In his March 7th weekly address, Obama said this:
[B]ecause we cannot bring our deficit down or grow our economy without tackling the skyrocketing cost of health care, I held a health care summit on Thursday to begin the long-overdue process of reform. Our ideas and opinions about how to achieve this reform will vary, but our goal must be the same: quality, affordable health care for every American that no longer overwhelms the budgets of families, businesses, and our government.
Indeed, in his second debate with McCain, on October 7, 2008, Obama called healthcare a “right for every American.” Of course this notion is absurd. There’s no such thing as a “right” to force others to provide one with health care, cotton picking, sex, or any other service.
If one believes that health care is a right, then one’s goal should be not only “quality, affordable health care for every American,” but also equal health care for every American. Equal health care for everyone (except perhaps those with political pull) is the goal that Obama’s plan will achieve.
Here’s one way that Obama plans to make affordable healthcare available to all:
Make Health Insurance Work for People and Businesses — Not Just Insurance and Drug Companies. Require insurance companies to cover pre-existing conditions so all Americans regardless of their health status or history can get comprehensive benefits at fair and stable premiums.
“Hello, is this the insurance company? I want fire insurance for my house. Yes, my house is already on fire, but I have a right to insurance.” This kind of persecution of insurance companies has prevailed for many years, causing premiums to skyrocket. “California law prohibits an HIV test from being required or used by health insurance companies as a condition of obtaining health insurance coverage.” Obama will make this kind of persecution more complete.
How will Obama pay for “quality, affordable health care for every American”? He will “Reduce Costs and Save a Typical American Family up to $2,500” through a series of tyrannical measures designed to confiscate property of drug companies and just force people to be more efficient and competitive than they would be in a free society.
Of course, government agencies are notoriously inefficient. (Consider the DMV, the Department of Meaningless Visits.) But the impracticality of socialized medicine goes far deeper than inefficiency. Socialized medicine—which already dominates American medicine through Medicare, Medicaid, and persecution of the drug and insurance industries—is impractical because it rests on the immoral premise that healthcare is a right, that healthcare must be provided equally for all.
Consider the contrasting case of the computer industry, which is much freer than the healthcare industry. When the newest, most souped-up, most software-laden computer with the most comprehensive service contract first comes out, it might cost $20,000 or more. Only wealthy Americans choose to buy, or can afford to buy, such an expensive model. Most Americans settle for a model and service contract that costs maybe $1,000 or less. But a couple of years later, after manufacturers have improved their manufacturing ability and brought their costs down, they can sell the old souped-up model for $1,000; and then the average man can enjoy what only the wealthiest could afford a couple of years earlier. Meanwhile, the wealthy can now buy an even more amazing new computer for $20,000.
This has been the pattern of all technological progress in all industries throughout the Industrial Revolution. A poor immigrant today making less than minimum wage off the books can afford to pay for a life-saving antibiotic that the richest of the rich could not obtain a few generations ago.
But suppose the government declares that owning a computer is a right, and so every American has the right to a quality computer, the best computer available. Then progress becomes an enemy of the state. Every new, $20,000 computer has to be provided to everyone. And so, instead of the average computer cost per person being around $1,000, the average cost is $20,000.
The government’s only recourse is to outlaw progress.
Moreover, some people who had no computer before are now entitled to one. And they need more service, because they keep spilling booze on it. And those who had two computers must do with only one, with less service. And soon the computer models become more stripped down, because that’s the only way to pay for an equal computer for all.
And so it has been going in America’s socialized healthcare industry for the past two generations.
“But a computer is a luxury, while health care is a basic need,” a welfare-statist might protest. Let me quote from an article of mine, in which I address
this view … that everyone should be provided with the same level of health care and education, which are “essential services,” no matter their income level. In other words: Money should be only for luxuries. There should never be any incentive for someone to work hard for something really important such as food, or one’s health, or the safety of one’s family. The thinking, industrious man and the loafer deserve the same of all of that. Working hard and making money should be only for things you don’t really need anyway. In short, we should have socialism for anything important, and freedom only when it doesn’t matter much anyway.
Of course, this view is absurd. Our Founding Fathers did not fight for freedom just so that their progeny could play tiddlywinks. What we think of today as luxuries did not even exist back then. Freedom is and always will be a matter of survival. If this is news to anyone, he should take a look at countries whose farms are owned by the state.
A welfare statist recently asked what we should do with all the poor people who will line up outside public hospitals that will close if we don’t extend socialized medicine. My reply: Give them all a piece of paper that reads, “Americans are not your slaves.”
The goal of our government should not be “quality, affordable health care for every American,” but rather the protection of every individual’s right to life, liberty, and property, so that he can use and enjoy what he has earned in the pursuit of his own happiness.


• _PROMPT_:
Each entry is to be retyped without alteration, and no picture is to be included.

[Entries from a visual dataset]
☆ ☆ ☆

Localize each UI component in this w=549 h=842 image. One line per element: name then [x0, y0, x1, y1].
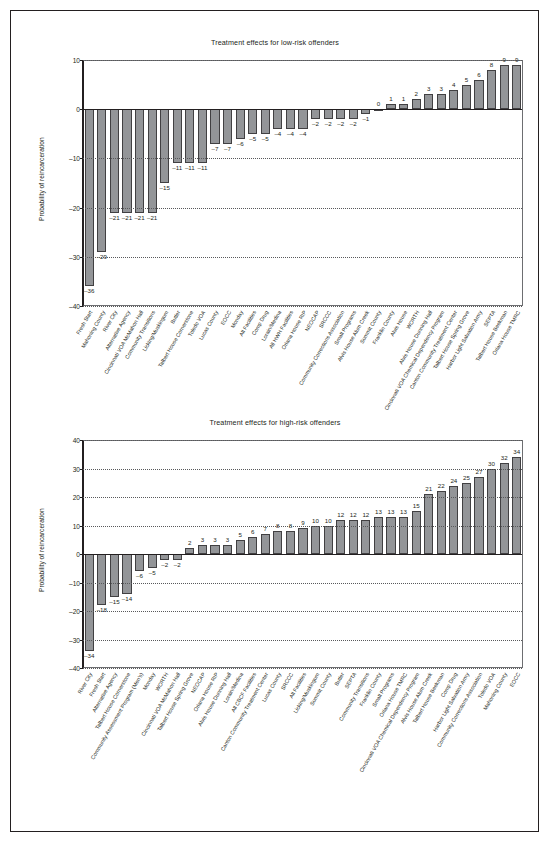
bar-value-label: –11 — [197, 164, 207, 171]
bar — [311, 109, 320, 119]
bar-value-label: –2 — [174, 561, 181, 568]
y-tick-mark — [80, 668, 83, 669]
chart-title-low-risk: Treatment effects for low-risk offenders — [24, 38, 526, 47]
bar — [173, 109, 182, 163]
bar-value-label: –2 — [337, 120, 344, 127]
bar — [349, 109, 358, 119]
bar-value-label: 10 — [312, 517, 319, 524]
bar-value-label: 15 — [413, 502, 420, 509]
gridline — [83, 60, 522, 61]
gridline — [83, 306, 522, 307]
bar-value-label: 3 — [427, 85, 430, 92]
plot-area-high-risk: –34–18–15–14–6–5–2–223335678891010121212… — [82, 440, 522, 668]
y-tick-label: –40 — [69, 303, 80, 310]
bar — [487, 469, 496, 555]
bar-value-label: –21 — [109, 214, 119, 221]
bar-value-label: –11 — [172, 164, 182, 171]
bar — [437, 491, 446, 554]
bar-value-label: 1 — [389, 95, 392, 102]
y-tick-label: –20 — [69, 204, 80, 211]
bar — [324, 109, 333, 119]
bar-value-label: 10 — [325, 517, 332, 524]
y-tick-mark — [80, 526, 83, 527]
bar — [424, 494, 433, 554]
bar — [298, 528, 307, 554]
bar-value-label: –34 — [84, 652, 94, 659]
bar — [85, 554, 94, 651]
bar — [324, 526, 333, 555]
bar — [474, 80, 483, 110]
y-tick-mark — [80, 583, 83, 584]
bar — [110, 554, 119, 597]
y-tick-label: –20 — [69, 608, 80, 615]
bar-value-label: 12 — [337, 511, 344, 518]
bar-value-label: –21 — [147, 214, 157, 221]
bar-value-label: –4 — [287, 130, 294, 137]
bar — [273, 531, 282, 554]
bar — [386, 517, 395, 554]
bar-value-label: 3 — [226, 536, 229, 543]
bar — [462, 483, 471, 554]
gridline — [83, 583, 522, 584]
bar-value-label: 24 — [450, 477, 457, 484]
bar — [449, 90, 458, 110]
y-axis-label-low-risk: Probability of reincarceration — [38, 137, 45, 221]
y-tick-label: –10 — [69, 579, 80, 586]
bar — [474, 477, 483, 554]
bar — [210, 109, 219, 143]
bar-value-label: –18 — [97, 606, 107, 613]
bar-value-label: –21 — [134, 214, 144, 221]
bar-value-label: –6 — [136, 572, 143, 579]
bar — [437, 94, 446, 109]
bar — [198, 109, 207, 163]
y-tick-mark — [80, 257, 83, 258]
bar — [261, 534, 270, 554]
y-tick-mark — [80, 208, 83, 209]
bar — [500, 463, 509, 554]
gridline — [83, 469, 522, 470]
bar-value-label: –2 — [161, 561, 168, 568]
bar — [424, 94, 433, 109]
bar-value-label: 0 — [377, 100, 380, 107]
y-tick-label: 30 — [73, 465, 80, 472]
plot-area-low-risk: –36–29–21–21–21–21–15–11–11–11–7–7–6–5–5… — [82, 60, 522, 306]
chart-high-risk: Treatment effects for high-risk offender… — [24, 418, 526, 798]
bar — [97, 109, 106, 252]
bar — [236, 109, 245, 139]
bar — [487, 70, 496, 109]
bar-value-label: 30 — [488, 460, 495, 467]
bar — [160, 109, 169, 183]
y-tick-mark — [80, 611, 83, 612]
y-tick-label: 10 — [73, 522, 80, 529]
bar-value-label: –2 — [350, 120, 357, 127]
bar-value-label: 4 — [452, 81, 455, 88]
bar-value-label: 1 — [402, 95, 405, 102]
y-tick-mark — [80, 306, 83, 307]
bar-value-label: 3 — [213, 536, 216, 543]
bar — [122, 109, 131, 212]
bar-value-label: –1 — [362, 115, 369, 122]
bar — [500, 65, 509, 109]
bar — [135, 109, 144, 212]
bar-value-label: 5 — [238, 531, 241, 538]
bar — [336, 109, 345, 119]
bar — [311, 526, 320, 555]
bar-value-label: 3 — [440, 85, 443, 92]
bar-value-label: 34 — [513, 448, 520, 455]
bar — [286, 531, 295, 554]
chart-low-risk: Treatment effects for low-risk offenders… — [24, 38, 526, 398]
bar-value-label: 12 — [362, 511, 369, 518]
y-tick-label: –30 — [69, 636, 80, 643]
bar — [248, 537, 257, 554]
bar-value-label: –4 — [274, 130, 281, 137]
bar-value-label: 25 — [463, 474, 470, 481]
gridline — [83, 526, 522, 527]
bar-value-label: –5 — [262, 135, 269, 142]
bar-value-label: 2 — [414, 90, 417, 97]
bar-value-label: –2 — [325, 120, 332, 127]
y-tick-label: –10 — [69, 155, 80, 162]
bar — [236, 540, 245, 554]
bar-value-label: 13 — [375, 508, 382, 515]
bar-value-label: 22 — [438, 482, 445, 489]
gridline — [83, 640, 522, 641]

☆ ☆ ☆

• _PROBLEM SOLUTION_:
Localize each UI component in this w=549 h=842 image. One line per element: name then [x0, y0, x1, y1].
bar-value-label: –11 — [197, 164, 207, 171]
bar — [311, 109, 320, 119]
bar-value-label: –2 — [174, 561, 181, 568]
y-tick-mark — [80, 668, 83, 669]
chart-title-low-risk: Treatment effects for low-risk offenders — [24, 38, 526, 47]
bar — [173, 109, 182, 163]
bar-value-label: –2 — [337, 120, 344, 127]
bar — [349, 109, 358, 119]
bar-value-label: 10 — [312, 517, 319, 524]
bar-value-label: 15 — [413, 502, 420, 509]
gridline — [83, 60, 522, 61]
gridline — [83, 306, 522, 307]
bar-value-label: 3 — [427, 85, 430, 92]
plot-area-high-risk: –34–18–15–14–6–5–2–223335678891010121212… — [82, 440, 522, 668]
y-tick-label: –40 — [69, 303, 80, 310]
bar — [487, 469, 496, 555]
bar-value-label: –21 — [109, 214, 119, 221]
bar-value-label: –11 — [172, 164, 182, 171]
bar — [437, 491, 446, 554]
bar-value-label: 1 — [389, 95, 392, 102]
y-tick-label: –20 — [69, 204, 80, 211]
bar — [324, 109, 333, 119]
bar-value-label: 10 — [325, 517, 332, 524]
y-tick-mark — [80, 526, 83, 527]
bar — [424, 494, 433, 554]
bar — [298, 528, 307, 554]
bar-value-label: –34 — [84, 652, 94, 659]
bar — [85, 554, 94, 651]
bar — [324, 526, 333, 555]
bar — [474, 80, 483, 110]
y-tick-mark — [80, 583, 83, 584]
bar — [110, 554, 119, 597]
y-tick-label: –20 — [69, 608, 80, 615]
bar-value-label: 12 — [337, 511, 344, 518]
bar-value-label: –21 — [147, 214, 157, 221]
bar-value-label: –4 — [287, 130, 294, 137]
bar — [273, 531, 282, 554]
bar — [386, 517, 395, 554]
bar-value-label: 3 — [226, 536, 229, 543]
bar — [462, 483, 471, 554]
gridline — [83, 583, 522, 584]
bar-value-label: 24 — [450, 477, 457, 484]
bar — [449, 90, 458, 110]
y-axis-label-low-risk: Probability of reincarceration — [38, 137, 45, 221]
y-tick-label: –10 — [69, 579, 80, 586]
bar — [474, 477, 483, 554]
bar — [210, 109, 219, 143]
bar-value-label: –18 — [97, 606, 107, 613]
bar-value-label: –21 — [134, 214, 144, 221]
bar-value-label: –6 — [136, 572, 143, 579]
bar — [437, 94, 446, 109]
bar — [198, 109, 207, 163]
y-tick-mark — [80, 257, 83, 258]
bar — [261, 534, 270, 554]
y-tick-mark — [80, 208, 83, 209]
bar — [500, 463, 509, 554]
gridline — [83, 469, 522, 470]
bar-value-label: –2 — [161, 561, 168, 568]
bar — [424, 94, 433, 109]
bar-value-label: 0 — [377, 100, 380, 107]
y-tick-label: 30 — [73, 465, 80, 472]
plot-area-low-risk: –36–29–21–21–21–21–15–11–11–11–7–7–6–5–5… — [82, 60, 522, 306]
chart-high-risk: Treatment effects for high-risk offender… — [24, 418, 526, 798]
bar — [97, 109, 106, 252]
bar — [236, 109, 245, 139]
bar — [487, 70, 496, 109]
bar-value-label: 30 — [488, 460, 495, 467]
bar — [160, 109, 169, 183]
y-tick-mark — [80, 611, 83, 612]
y-tick-label: 10 — [73, 522, 80, 529]
bar-value-label: –2 — [350, 120, 357, 127]
bar-value-label: 4 — [452, 81, 455, 88]
bar-value-label: 1 — [402, 95, 405, 102]
y-tick-mark — [80, 306, 83, 307]
bar-value-label: 3 — [213, 536, 216, 543]
bar — [122, 109, 131, 212]
bar-value-label: –1 — [362, 115, 369, 122]
bar — [500, 65, 509, 109]
bar — [135, 109, 144, 212]
bar-value-label: 5 — [238, 531, 241, 538]
bar — [336, 109, 345, 119]
bar — [311, 526, 320, 555]
bar-value-label: 3 — [440, 85, 443, 92]
bar-value-label: 34 — [513, 448, 520, 455]
bar — [286, 531, 295, 554]
chart-low-risk: Treatment effects for low-risk offenders… — [24, 38, 526, 398]
bar-value-label: 12 — [362, 511, 369, 518]
y-tick-label: –30 — [69, 636, 80, 643]
bar — [248, 537, 257, 554]
bar-value-label: –4 — [274, 130, 281, 137]
bar-value-label: 25 — [463, 474, 470, 481]
gridline — [83, 526, 522, 527]
bar-value-label: –5 — [262, 135, 269, 142]
bar-value-label: 2 — [414, 90, 417, 97]
bar-value-label: –2 — [325, 120, 332, 127]
y-tick-label: –10 — [69, 155, 80, 162]
bar — [236, 540, 245, 554]
bar-value-label: 13 — [375, 508, 382, 515]
bar-value-label: 22 — [438, 482, 445, 489]
gridline — [83, 640, 522, 641]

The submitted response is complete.